XFX included an overclocking utility on their drivers CD, which turned out to be a registry key that opens up the overclocking section on nVIDIA’s control panel. Overclocking the card is pretty easy – you can have the drivers select the optimal settings by running a test, or you can select the settings yourself by adjusting sliders for the GPU core clock and the memory clock. There’s also a test button so the system can confirm that your selection won’t lock up the card and by default, the system only keeps the configuration active until you restart, which is good if you mess something up.

The test button didn’t always behave as it should (i.e., run the optimal settings test first then adjust slowly from there), but in the end I managed to push the GPU core clock up to 602 MHz and the memory clock to 887 MHz, a nice gain over the stock 480 MHz (GPU) and 700 MHz (memory) found on standard 7900 GS cards. That said though, the default speeds on the 7900 GS ExTreme are 525 MHz (GPU) and 775 MHz (memory), so you’re basically paying XFX to get a guaranteed speed boost that you might or might not get if you went with the standard 7900 GS.

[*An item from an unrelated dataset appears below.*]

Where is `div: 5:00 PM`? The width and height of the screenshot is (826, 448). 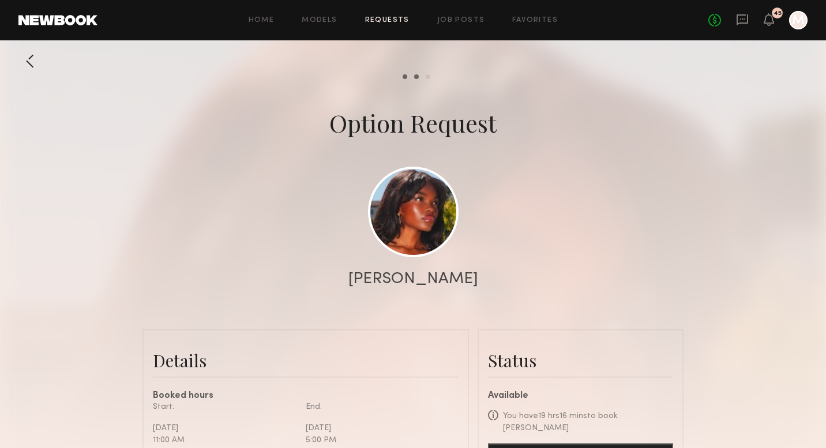
div: 5:00 PM is located at coordinates (378, 440).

I did note that using the video card overclocking option that ASUS included in their motherboard BIOS actually lowered the maximum number of MHz I could pull out of the card by about 30 MHz, so you might want to disable any performance gain in your BIOS to get a few more clock cycles out of the card through the nVIDIA control panel.

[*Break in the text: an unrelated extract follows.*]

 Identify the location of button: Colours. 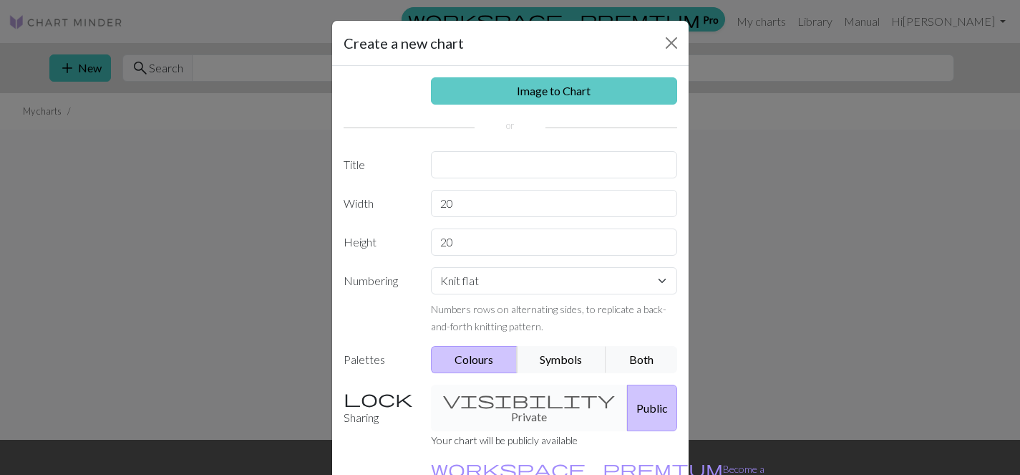
(474, 360).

After overclocking the card, I ran 3DMark 06 again and came up with these results:

3DMark Score: 7,066
SM2.0 Score: 3,226
HDR/SM3.0 Score: 3,312
CPU Score: 1,600

Besides the average 2.68% gain achieved by overclocking the video cards, what’s also interesting about these results is that it puts the system in the top seven percent of all 450,000 plus systems surveyed by Futuremark – not bad for two “value” cards, especially when you consider that many of those top systems are SLI rigs themselves.

Locked and ready to go. I had to remove the top plates to fit the case’s screwless locking system over the cards.


Conclusion

Overall, the performance gain from getting two XFX 7900 GS ExTreme video cards and putting them in an SLI configuration seems worth the price – put the money you save on the cards on a higher end Intel or AMD processor and you’ve got a gaming rig with high performance that’s much cheaper than picking up two of those $475 7900 GTX cards, or even one of the new 8800 GTX or GTS cards. 

Review by Eric Hanson.



Highs
Plays well on a variety of games, including the latest favorites; higher guaranteed clock frequency; getting two is cheaper than buying a top-end card.

Lows
Not the top-end graphics solution; will slowly hit obsolescence when DirectX 10 comes out next year; lower overclocking ceiling than a stock 7900 GS.

Final verdict
If you’re looking to save some money on your graphics card but you’re still looking for performance, going SLI with the XFX 7900 GS ExTreme looks like a good plan.